Work item =>
The answer is all of the entries below, repeated exactly and free of pictures.

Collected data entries

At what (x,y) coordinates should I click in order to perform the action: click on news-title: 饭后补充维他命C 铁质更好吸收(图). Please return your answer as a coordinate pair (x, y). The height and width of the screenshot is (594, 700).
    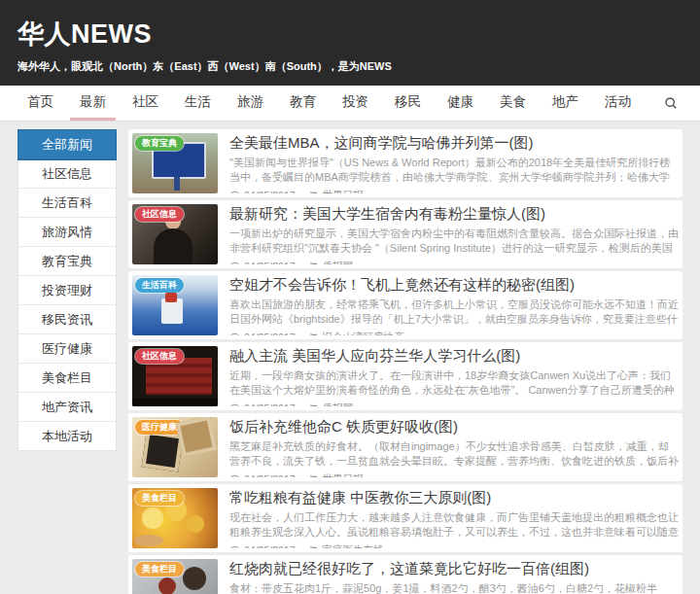
    Looking at the image, I should click on (454, 428).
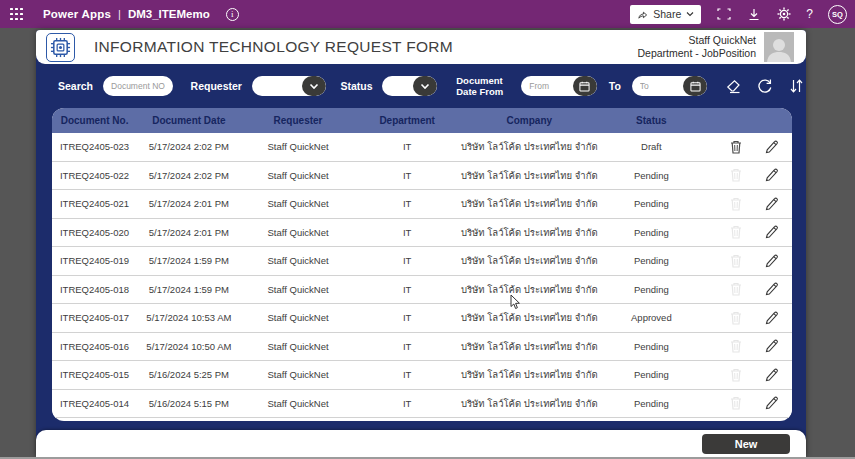 The width and height of the screenshot is (855, 459). I want to click on new-button: New, so click(746, 444).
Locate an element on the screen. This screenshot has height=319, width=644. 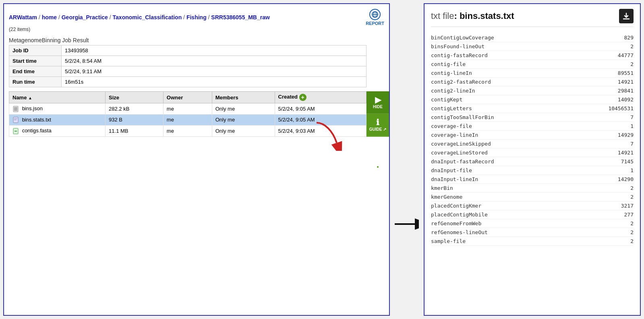
right-panel-header: txt file: bins.stats.txt is located at coordinates (532, 18).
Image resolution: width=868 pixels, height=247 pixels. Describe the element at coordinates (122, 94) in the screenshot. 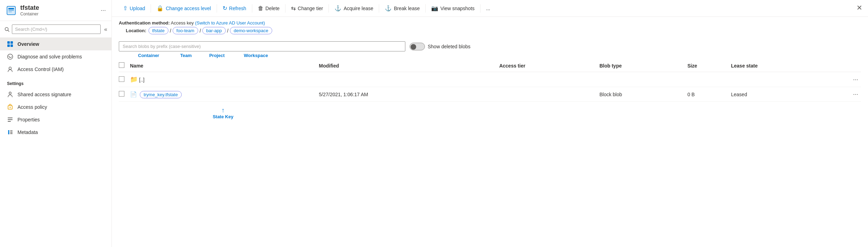

I see `select-row-checkbox-tfstate` at that location.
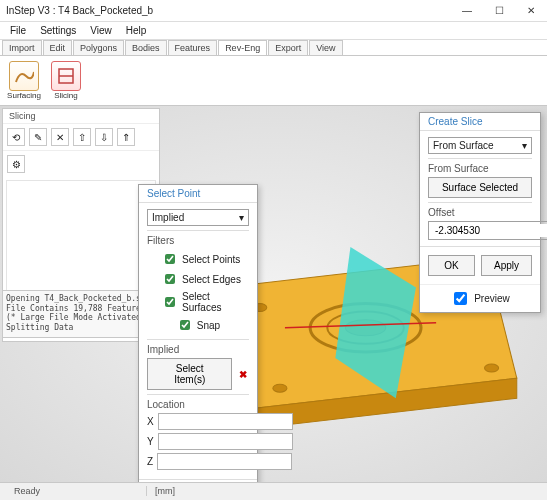  I want to click on maximize-button: ☐, so click(499, 11).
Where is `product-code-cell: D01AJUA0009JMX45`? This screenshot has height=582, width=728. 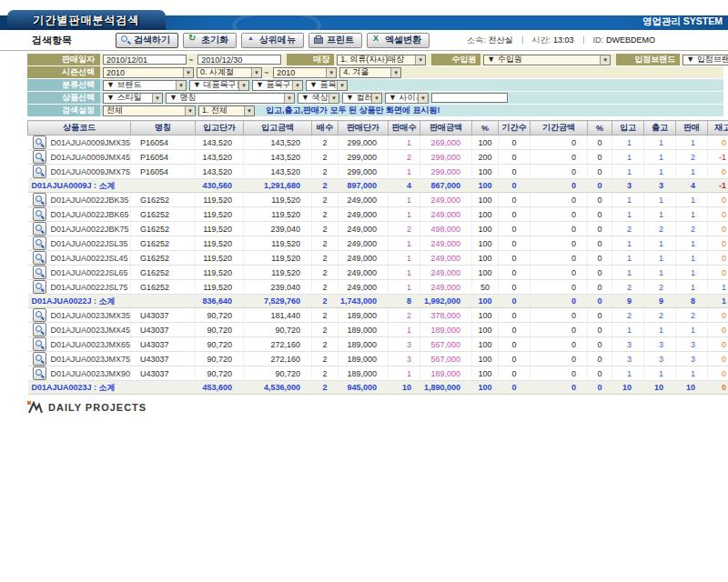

Answer to the problem =>
At what (x,y) coordinates should I click in order to perform the action: click on news-title: 饭后补充维他命C 铁质更好吸收(图). Please return your answer as a coordinate pair (x, y). The height and width of the screenshot is (594, 700).
    Looking at the image, I should click on (454, 428).
 The width and height of the screenshot is (855, 459). I want to click on new-button: New, so click(746, 444).
Locate an element on the screen. This screenshot has height=319, width=644. 
right-panel-header: txt file: bins.stats.txt is located at coordinates (532, 18).
Image resolution: width=868 pixels, height=247 pixels. Describe the element at coordinates (122, 94) in the screenshot. 

I see `select-row-checkbox-tfstate` at that location.
  I want to click on maximize-button: ☐, so click(499, 11).
Where is `product-code-cell: D01AJUA0009JMX45`? This screenshot has height=582, width=728. 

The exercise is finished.